The Mays enlisted a seamstress relative to make a prototype Mommy Pouch. They used one and gave Mommy Pouches to other mothers for feedback on the product. The Mays knew they wanted to support local, Kentucky business, so they found a manufacturer in Liberty, Kentucky called Snapdolls, that could make the product.

Aided with an entrepreneurial drive and the innovative spirit of invention, along with the help of Inventors Council Central Kentucky, the Mays officially became entre-inventors and the Mommy Pouch became a success.

“We aren’t selling out of the back of our car anymore. We’ve sold several hundreds of these and we are successful in the local market,” Adam says. “Larger stores and other regions are next.”

Kara agrees about the success part. An added bonus, she says, is that the moms who used the Mommy Pouch are now buying them to give as gifts at baby showers.

It’s this kind of success story that keeps driving McAnelly, Skaggs and the rest of the council.

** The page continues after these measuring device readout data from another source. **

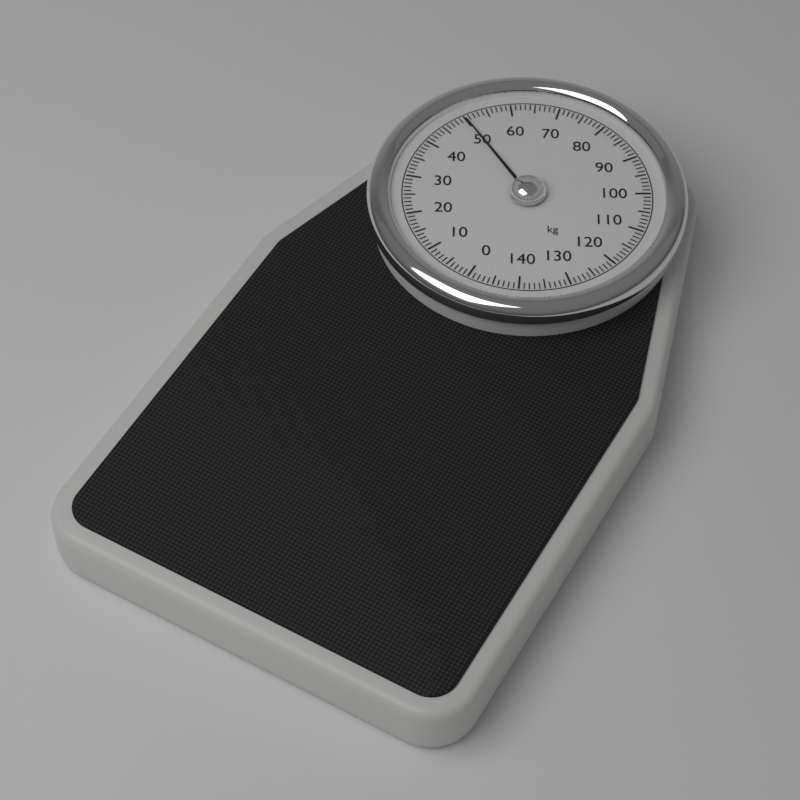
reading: 50 kg
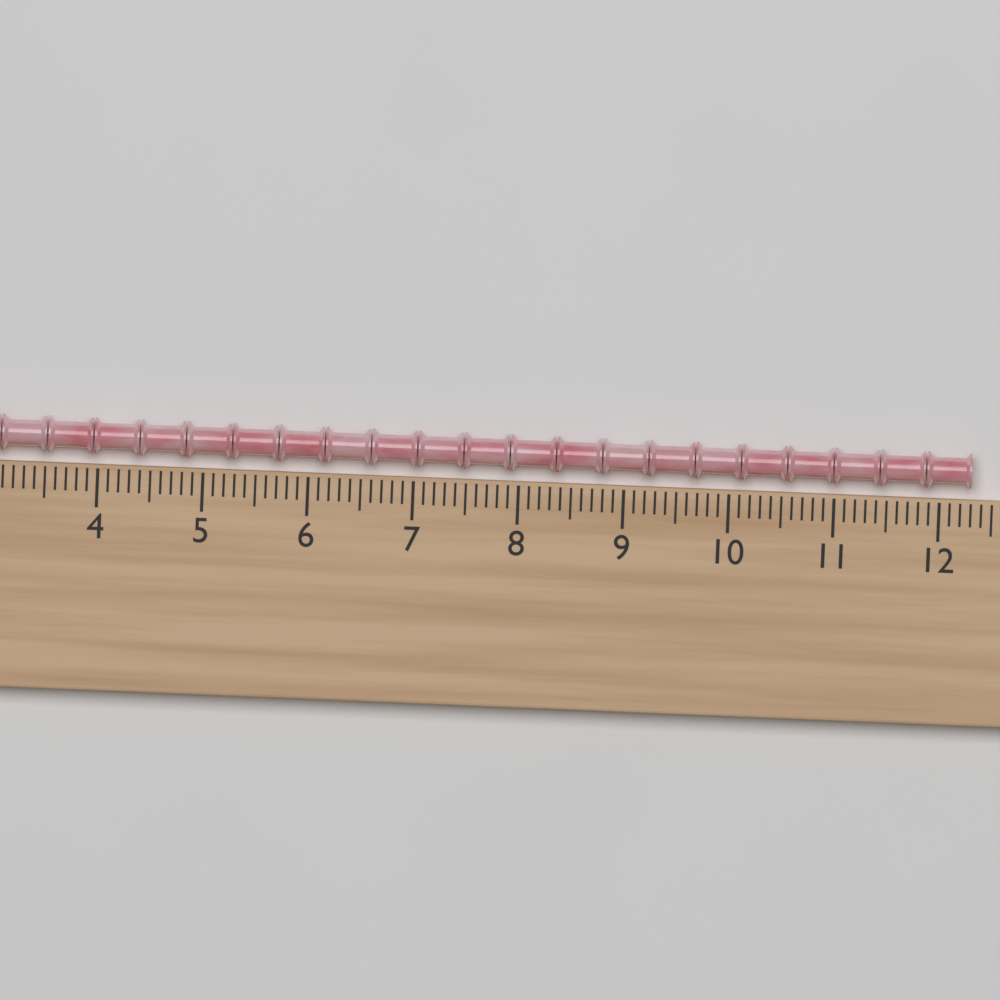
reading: 12.3 (no unit)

“If you build it they will come only works in Kevin Costner movies,” Skaggs says. “A lot of inventors are inherently tinkerers, inherently engineers. They have some fantastic talents.”

Together, folks like the Mays, organizations like the BGADD, and groups like the Inventors Council Central Kentucky are making life easier, one invention at a time.

Kristy Robinson Horine is a freelance writer from Paris. She wrote this story for the Bluegrass Area Development District.